The United States Sentencing Commission, the federal body responsible for recommending guidelines for federal judges' criminal sentencing, held a hearing Wednesday to discuss increasing the penalties offenders would face for trafficking in synthetic drugs, including the highly deadly opioid fentanyl.
As discussed at a past USSC hearing, synthetic drugs are an emerging challenge for law enforcement. Often easier and cheaper to produce than their organic counterparts, synthetic opioids, marijuana, and other drugs have been an increasing feature of drug markets in recent years. These drugs are often more dangerous than their organic equivalents, with higher potencies leading to more overdoses and deaths.
Speaking before the Commission, Keith M. Graves, a representative of the National Narcotics Officers Association, emphasized synthetic drugs represent a new and unique problem for law enforcement officers across the country.
"These synthetic drugs cannot be combatted like traditional street drugs of the past. Law enforcement officers around the country are having to change their tactics due to the strength and potency of not only fentanyl, but of synthetic cathinones and synthetic cannabinoids," he said.
The amendments, originally released in January, would update the federal sentencing guidelines in three key ways. Perhaps most importantly, part C of the amendment would increase the guideline penalties for offenses involving fentanyl. Deaths from synthetic opioids like fentanyl have spiked over the past five years, as has the volume of the deadly drug crossing the border into the United States.
Noting "commenters have argued that [current guidelines do] not adequately reflect the serious dangers posed by fentanyl and its analogues, including their high potential for abuse and addiction," the Sentencing Commission proposes to increase fentanyl offense sentences in line with those currently imposed on fentanyl analogues.
Additionally, the amendments would introduce a sentencing enhancement (which modifies a standard guideline sentence) for the sale of fentanyl misrepresented as another substance. This would include fentanyl mixed with heroin or other drugs, or fentanyl pressed into pill form and then sold as oxycodone or hydrocodone.
In addition to the fentanyl sentencing modifications, the USSC is also proposing modifications to current sentencing rules to include two other synthetic drug classes in federal guidelines. Synthetic cathinones, also known as bath salts, are only partially included under current sentencing guidelines; the same is true of synthetic cannabinoids, which have the same active ingredient as marijuana, but have been shown to have increased toxicity and adverse side effects, including possible death. Under the proposed amendments, the full slate of synthetic cathinone and cannabinoids would be specifically covered by guidelines, each as their own class with standard offense levels associated.

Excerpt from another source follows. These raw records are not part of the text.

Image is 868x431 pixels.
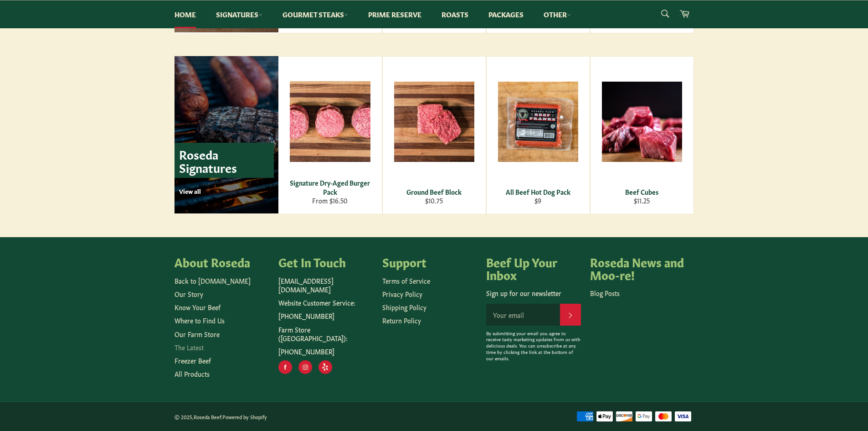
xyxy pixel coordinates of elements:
a: Shipping Policy [382,302,427,311]
a: The Latest [174,342,203,352]
a: Powered by Shopify [223,413,267,420]
small: © 2025, . [174,413,267,420]
div: $11.25 [595,196,687,205]
a: Back to [DOMAIN_NAME] [174,276,250,285]
a: Return Policy [382,315,421,325]
div: From $16.50 [283,196,376,205]
a: Signatures [206,1,271,29]
div: Beef Cubes [595,187,687,196]
a: Roasts [432,1,478,29]
p: Farm Store ([GEOGRAPHIC_DATA]): [278,325,373,343]
a: Beef Cubes Beef Cubes $11.25 [590,56,694,214]
h4: About Roseda [174,255,269,268]
a: Roseda Beef [193,413,221,420]
h4: Roseda News and Moo-re! [590,255,685,281]
a: Gourmet Steaks [273,1,357,29]
div: Ground Beef Block [388,187,480,196]
img: Signature Dry-Aged Burger Pack [290,81,370,162]
p: Website Customer Service: [278,298,373,307]
p: [EMAIL_ADDRESS][DOMAIN_NAME] [278,276,373,294]
a: Know Your Beef [174,302,220,311]
input: Your email [486,304,560,325]
img: Beef Cubes [602,82,682,162]
h4: Support [382,255,477,268]
a: Other [535,1,580,29]
h4: Get In Touch [278,255,373,268]
div: $9 [492,196,584,205]
p: [PHONE_NUMBER] [278,311,373,320]
h4: Beef Up Your Inbox [486,255,581,281]
div: Signature Dry-Aged Burger Pack [283,178,376,196]
a: Our Story [174,289,203,298]
a: Ground Beef Block Ground Beef Block $10.75 [382,56,486,214]
div: All Beef Hot Dog Pack [492,187,584,196]
a: Home [166,1,205,29]
a: Prime Reserve [359,1,431,29]
p: [PHONE_NUMBER] [278,347,373,355]
a: Signature Dry-Aged Burger Pack Signature Dry-Aged Burger Pack From $16.50 [278,56,382,214]
img: Ground Beef Block [394,82,474,162]
img: All Beef Hot Dog Pack [498,82,578,162]
p: Roseda Signatures [174,143,273,178]
p: View all [179,187,273,195]
a: Where to Find Us [174,315,225,325]
p: Sign up for our newsletter [486,288,581,298]
a: All Beef Hot Dog Pack All Beef Hot Dog Pack $9 [486,56,590,214]
a: Packages [479,1,532,29]
a: Privacy Policy [382,289,422,298]
a: Roseda Signatures View all [174,56,278,214]
div: $10.75 [388,196,480,205]
a: Our Farm Store [174,329,220,338]
p: By submitting your email you agree to receive tasty marketing updates from us with delicious deal... [486,330,581,362]
a: All Products [174,369,209,378]
a: Freezer Beef [174,355,211,365]
a: Terms of Service [382,276,430,285]
a: Blog Posts [590,288,619,298]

Speaking on behalf of the Department of Justice, U.S. Attorney Robert M. Duncan Jr. applauded the USSC’s proposed guidelines, which he said would "conserve scarce judicial resources while promoting consistency and uniformity in sentencing." Duncan especially emphasized the threat posed by synthetic opioids like fentanyl, just two milligrams of which can be lethal—a fact that Duncan knows all too well.
"The Eastern District of Kentucky where I serve as the United States Attorney has been one of the hardest hit by the crisis. On a daily basis, I see the death and destruction caused by fentanyl and fentanyl analogues," he said.
The Justice Department supports all of the fentanyl, synthetic cathinone, and synthetic cannabinoid amendments, according to Duncan. However, not all of those who testified before the USSC were similarly inclined.
Kevin L. Butler, speaking on behalf of federal public defenders, argued current guidelines provide sufficiently high penalties, noting that in general individuals facing fentanyl charges do not receive above-guideline sentences under the current regime. Butler cited the historical harshness of crack cocaine sentencing, only fixed in 2010, as an example of public officials instituting overly lengthy sentences in response to a drug crisis.
"The public frenzy over crack cocaine in the 1980s resulted in hasty political measures that produced gross disparities in sentencing and disproportionately affected minorities. There is a real danger of repeating those mistakes today given the current attention on fentanyl," Butler said.
The impact of drug offenses on the federal populations has been a focus of the Sentencing Commission before. A report released by the Commission last year found that around half of all federal drug offenders recidivate within two years of offending; another found the use of mandatory minimums at the federal level has declined since 2010.
The hearing did not discuss the impact of the proposed amendments on the overall federal inmate population, which makes up about nine percent of all those incarcerated in the United States. Drug trafficking is the most common offense dealt with by the federal system, making up around 30 percent of all offenses.